Date of Award

Summer 1957

Document Type

Thesis - Restricted

Degree Name

Master of Science (MS)

Department

Nursing

Abstract

During recent years much evidence has accumulated to suggest that deoxyribonucleic acid (DNA) is a carrier of the genetic specificity of cells. Studies of transforming principles obtained from pneumococcal and Hemophilus [sic] cells have provided a considerable part of this evidence. In 1944 Avery, MacLeod and McCarty showed that a DNA fraction isolated from Type III pneumococci was capable of transforming unencapsulated R variants derived from pneumococcus Type II into fully encapsulated Type III cells.

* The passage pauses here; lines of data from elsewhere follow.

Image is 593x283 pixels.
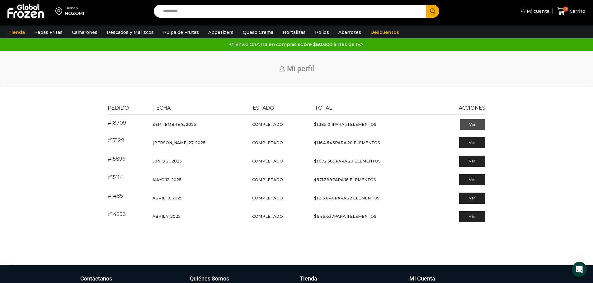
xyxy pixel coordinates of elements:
time: Junio 21, 2025 [152,159,182,164]
span: $ [314,178,316,182]
a: Ver número del pedido 15114 [108,175,123,180]
span: Fecha [153,105,170,111]
td: para 22 elementos [311,189,434,208]
td: Completado [249,114,311,134]
time: Septiembre 8, 2025 [152,122,196,127]
h3: Mi Cuenta [409,275,435,283]
span: Acciones [459,105,485,111]
td: para 20 elementos [311,134,434,152]
span: $ [314,141,316,145]
a: Ver [459,156,485,167]
td: para 11 elementos [311,208,434,226]
h3: Quiénes Somos [190,275,229,283]
td: para 16 elementos [311,171,434,189]
a: Tienda [5,26,28,38]
time: Abril 7, 2025 [152,214,180,219]
a: Descuentos [367,26,402,38]
a: Pescados y Mariscos [104,26,157,38]
a: Ver número del pedido 18709 [108,120,126,126]
td: Completado [249,134,311,152]
span: Mi perfil [287,64,314,73]
a: Appetizers [205,26,236,38]
span: 1.072.589 [314,159,335,164]
a: Ver [459,119,485,130]
a: Ver [459,138,485,149]
a: Camarones [69,26,100,38]
span: 646.637 [314,214,334,219]
a: Ver número del pedido 14851 [108,193,125,199]
span: $ [314,122,316,127]
a: Hortalizas [279,26,309,38]
td: Completado [249,208,311,226]
a: Pulpa de Frutas [160,26,202,38]
a: Ver [459,193,485,204]
span: 0 [563,7,568,12]
time: Mayo 12, 2025 [152,178,181,182]
button: Search button [426,5,439,18]
span: $ [314,196,316,201]
span: $ [314,214,316,219]
div: Enviar a [65,6,84,10]
div: Open Intercom Messenger [571,262,586,277]
a: 0 Carrito [555,4,586,19]
span: 1.213.840 [314,196,334,201]
span: $ [314,159,316,164]
time: [PERSON_NAME] 27, 2025 [152,141,205,145]
a: Pollos [312,26,332,38]
span: 1.164.545 [314,141,335,145]
a: Queso Crema [240,26,276,38]
span: Total [315,105,332,111]
a: Mi cuenta [519,5,549,17]
time: Abril 19, 2025 [152,196,182,201]
td: para 20 elementos [311,152,434,170]
span: Carrito [568,8,585,14]
a: Abarrotes [335,26,364,38]
a: Papas Fritas [31,26,66,38]
span: Mi cuenta [525,8,549,14]
a: Ver [459,212,485,223]
td: para 21 elementos [311,114,434,134]
td: Completado [249,171,311,189]
a: Ver número del pedido 17129 [108,138,124,143]
h3: Contáctanos [80,275,112,283]
td: Completado [249,152,311,170]
a: Ver número del pedido 15896 [108,156,125,162]
td: Completado [249,189,311,208]
span: 971.389 [314,178,332,182]
h3: Tienda [300,275,317,283]
a: Ver [459,175,485,186]
span: 1.385.011 [314,122,333,127]
div: NOZOMI [65,10,84,16]
img: address-field-icon.svg [55,6,65,16]
span: Pedido [108,105,129,111]
a: Ver número del pedido 14593 [108,212,126,217]
span: Estado [253,105,274,111]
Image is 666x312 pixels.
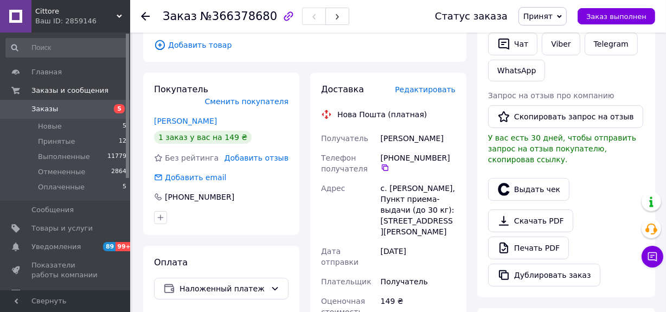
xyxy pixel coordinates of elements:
span: Принят [523,12,553,21]
span: Главная [31,67,62,77]
div: Вернуться назад [141,11,150,22]
span: Сменить покупателя [205,97,289,106]
span: У вас есть 30 дней, чтобы отправить запрос на отзыв покупателю, скопировав ссылку. [488,133,636,164]
span: Заказ [163,10,197,23]
span: 5 [123,121,126,131]
span: Доставка [321,84,364,94]
span: Cittore [35,7,117,16]
span: Отмененные [38,167,85,177]
span: №366378680 [200,10,277,23]
div: 1 заказ у вас на 149 ₴ [154,131,252,144]
span: Оплаченные [38,182,85,192]
a: Telegram [585,33,638,55]
div: Добавить email [153,172,228,183]
button: Выдать чек [488,178,569,201]
div: [DATE] [379,241,458,272]
span: 99+ [116,242,133,251]
span: Принятые [38,137,75,146]
span: Покупатель [154,84,208,94]
button: Чат с покупателем [642,246,663,267]
span: 5 [123,182,126,192]
span: Новые [38,121,62,131]
a: [PERSON_NAME] [154,117,217,125]
span: Редактировать [395,85,456,94]
span: 89 [103,242,116,251]
span: Дата отправки [321,247,358,266]
a: Печать PDF [488,236,569,259]
span: Телефон получателя [321,153,368,173]
a: WhatsApp [488,60,545,81]
span: Добавить отзыв [225,153,289,162]
div: с. [PERSON_NAME], Пункт приема-выдачи (до 30 кг): [STREET_ADDRESS][PERSON_NAME] [379,178,458,241]
span: Отзывы [31,289,60,298]
span: Показатели работы компании [31,260,100,280]
button: Чат [488,33,537,55]
span: Запрос на отзыв про компанию [488,91,614,100]
span: Добавить товар [154,39,456,51]
span: Заказ выполнен [586,12,646,21]
div: [PHONE_NUMBER] [164,191,235,202]
span: Товары и услуги [31,223,93,233]
span: 2864 [111,167,126,177]
span: Заказы и сообщения [31,86,108,95]
span: Заказы [31,104,58,114]
button: Заказ выполнен [578,8,655,24]
div: Добавить email [164,172,228,183]
button: Скопировать запрос на отзыв [488,105,643,128]
span: Плательщик [321,277,371,286]
span: Получатель [321,134,368,143]
span: Адрес [321,184,345,193]
span: 12 [119,137,126,146]
div: [PERSON_NAME] [379,129,458,148]
span: 5 [114,104,125,113]
div: Статус заказа [435,11,508,22]
span: 11779 [107,152,126,162]
span: Без рейтинга [165,153,219,162]
div: Ваш ID: 2859146 [35,16,130,26]
a: Скачать PDF [488,209,573,232]
div: Получатель [379,272,458,291]
div: [PHONE_NUMBER] [381,152,456,172]
button: Дублировать заказ [488,264,600,286]
div: Нова Пошта (платная) [335,109,430,120]
span: Сообщения [31,205,74,215]
span: Наложенный платеж [180,283,266,294]
span: Выполненные [38,152,90,162]
input: Поиск [5,38,127,57]
a: Viber [542,33,580,55]
span: Уведомления [31,242,81,252]
span: Оплата [154,257,188,267]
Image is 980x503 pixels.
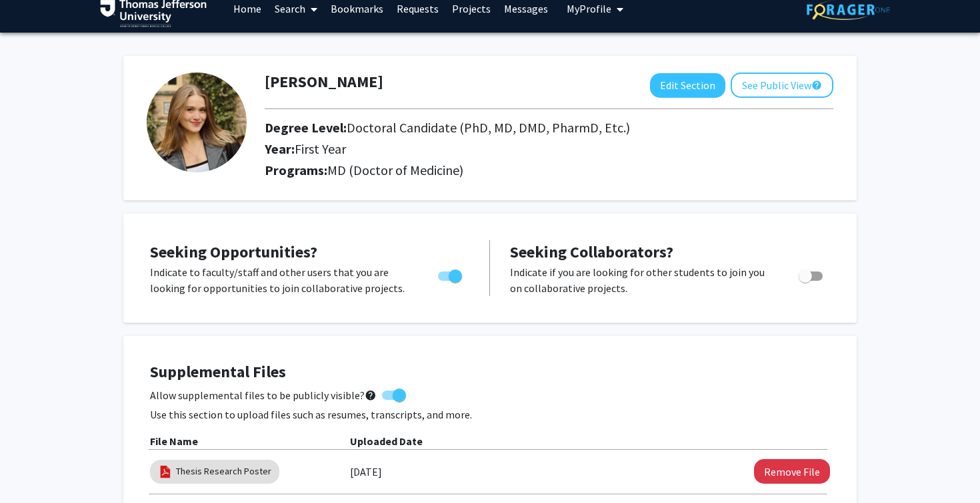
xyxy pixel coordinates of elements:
b: Uploaded Date [350,435,423,448]
img: pdf_icon.png [158,465,172,479]
img: Profile Picture [147,73,246,172]
span: My Profile [566,2,611,15]
p: Indicate if you are looking for other students to join you on collaborative projects. [509,264,774,297]
h2: Degree Level: [264,120,731,135]
label: [DATE] [350,461,382,483]
h4: Supplemental Files [150,363,829,382]
p: Use this section to upload files such as resumes, transcripts, and more. [150,406,829,423]
span: First Year [295,140,346,157]
h2: Programs: [264,162,833,178]
b: File Name [150,435,198,448]
h1: [PERSON_NAME] [264,73,383,92]
span: Seeking Opportunities? [150,242,317,262]
a: Thesis Research Poster [175,465,271,479]
button: See Public View [731,73,833,98]
iframe: Chat [10,443,57,493]
button: Remove Thesis Research Poster File [754,459,829,484]
p: Indicate to faculty/staff and other users that you are looking for opportunities to join collabor... [150,264,413,297]
mat-icon: help [812,78,821,94]
button: Edit Section [650,74,725,98]
h2: Year: [264,141,731,157]
span: MD (Doctor of Medicine) [327,161,464,178]
div: Toggle [794,264,829,284]
div: Toggle [433,264,470,284]
mat-icon: help [365,387,377,403]
span: Doctoral Candidate (PhD, MD, DMD, PharmD, Etc.) [347,120,630,135]
span: Seeking Collaborators? [509,242,673,262]
span: Allow supplemental files to be publicly visible? [150,387,377,403]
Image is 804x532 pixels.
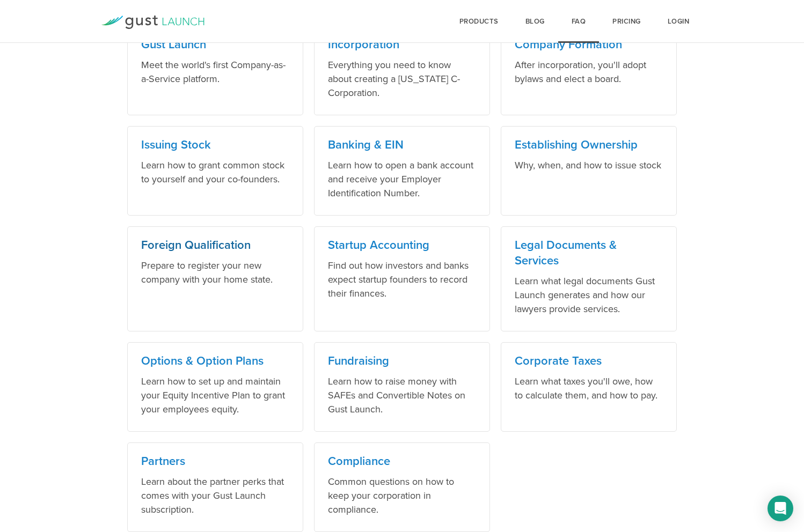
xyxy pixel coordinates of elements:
a: Incorporation Everything you need to know about creating a [US_STATE] C-Corporation. [314,26,490,115]
p: Why, when, and how to issue stock [514,158,662,172]
a: Foreign Qualification Prepare to register your new company with your home state. [127,226,303,331]
p: Prepare to register your new company with your home state. [141,259,289,286]
h3: Partners [141,454,289,469]
p: Learn how to raise money with SAFEs and Convertible Notes on Gust Launch. [328,374,476,416]
p: Find out how investors and banks expect startup founders to record their finances. [328,259,476,300]
a: Issuing Stock Learn how to grant common stock to yourself and your co-founders. [127,126,303,216]
h3: Compliance [328,454,476,469]
h3: Corporate Taxes [514,353,662,369]
a: Gust Launch Meet the world's first Company-as-a-Service platform. [127,26,303,115]
h3: Foreign Qualification [141,237,289,253]
a: Partners Learn about the partner perks that comes with your Gust Launch subscription. [127,443,303,532]
h3: Banking & EIN [328,137,476,152]
p: Learn what taxes you'll owe, how to calculate them, and how to pay. [514,374,662,402]
p: Learn how to grant common stock to yourself and your co-founders. [141,158,289,186]
h3: Establishing Ownership [514,137,662,152]
a: Options & Option Plans Learn how to set up and maintain your Equity Incentive Plan to grant your ... [127,342,303,432]
p: Meet the world's first Company-as-a-Service platform. [141,58,289,86]
h3: Gust Launch [141,37,289,52]
a: Fundraising Learn how to raise money with SAFEs and Convertible Notes on Gust Launch. [314,342,490,432]
a: Compliance Common questions on how to keep your corporation in compliance. [314,443,490,532]
a: Legal Documents & Services Learn what legal documents Gust Launch generates and how our lawyers p... [501,226,677,331]
div: Open Intercom Messenger [767,495,793,521]
a: Corporate Taxes Learn what taxes you'll owe, how to calculate them, and how to pay. [501,342,677,432]
p: After incorporation, you'll adopt bylaws and elect a board. [514,58,662,86]
h3: Fundraising [328,353,476,369]
p: Learn about the partner perks that comes with your Gust Launch subscription. [141,474,289,517]
a: Startup Accounting Find out how investors and banks expect startup founders to record their finan... [314,226,490,331]
h3: Issuing Stock [141,137,289,152]
p: Learn how to set up and maintain your Equity Incentive Plan to grant your employees equity. [141,374,289,416]
p: Everything you need to know about creating a [US_STATE] C-Corporation. [328,58,476,100]
h3: Company Formation [514,37,662,52]
a: Banking & EIN Learn how to open a bank account and receive your Employer Identification Number. [314,126,490,216]
a: Establishing Ownership Why, when, and how to issue stock [501,126,677,216]
a: Company Formation After incorporation, you'll adopt bylaws and elect a board. [501,26,677,115]
h3: Incorporation [328,37,476,52]
h3: Options & Option Plans [141,353,289,369]
h3: Startup Accounting [328,237,476,253]
h3: Legal Documents & Services [514,237,662,269]
p: Common questions on how to keep your corporation in compliance. [328,474,476,517]
p: Learn how to open a bank account and receive your Employer Identification Number. [328,158,476,200]
p: Learn what legal documents Gust Launch generates and how our lawyers provide services. [514,274,662,316]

These investigators suggested (1944) that the techniques used in such transformation studies offer a sensitive means of determining specific differences in the biological behavior of deoxyribonucleic acids. Subsequent work of the Rockefeller group and other investigators (for example, Zamenhof, Alexander and Leidy, 1953) has amply confirmed this view. The highly polymerized deoxyribonucleic acids that have been found to have transforming activity have all been extracted from intracellular locations. Recently, Catlin (1956) has reported the presence of a highly polymerized extracellular DNA in cultures of several species of bacteria. In view of the known tendency of bacterial populations to undergo rapid changes in genetic composition, a question of considerable interest concerns the possible genetic capacity of extracellular DNA. A study of this question has been undertaken, using transformation techniques comparable to those developed by Alexander and Leidy (1953) for inducing streptomycin resistance in a population of Hemophilus [sic] influenzae cells, which was initially sensitive to streptomycin. The genetic capacity of five preparations of DNA from bacteria has been investigated: intracellular DNA from H. influenzae: intracellular and extracellular DNA preparations from Micrococcus Lysodeikticus and from Pseudomonas fluorescens.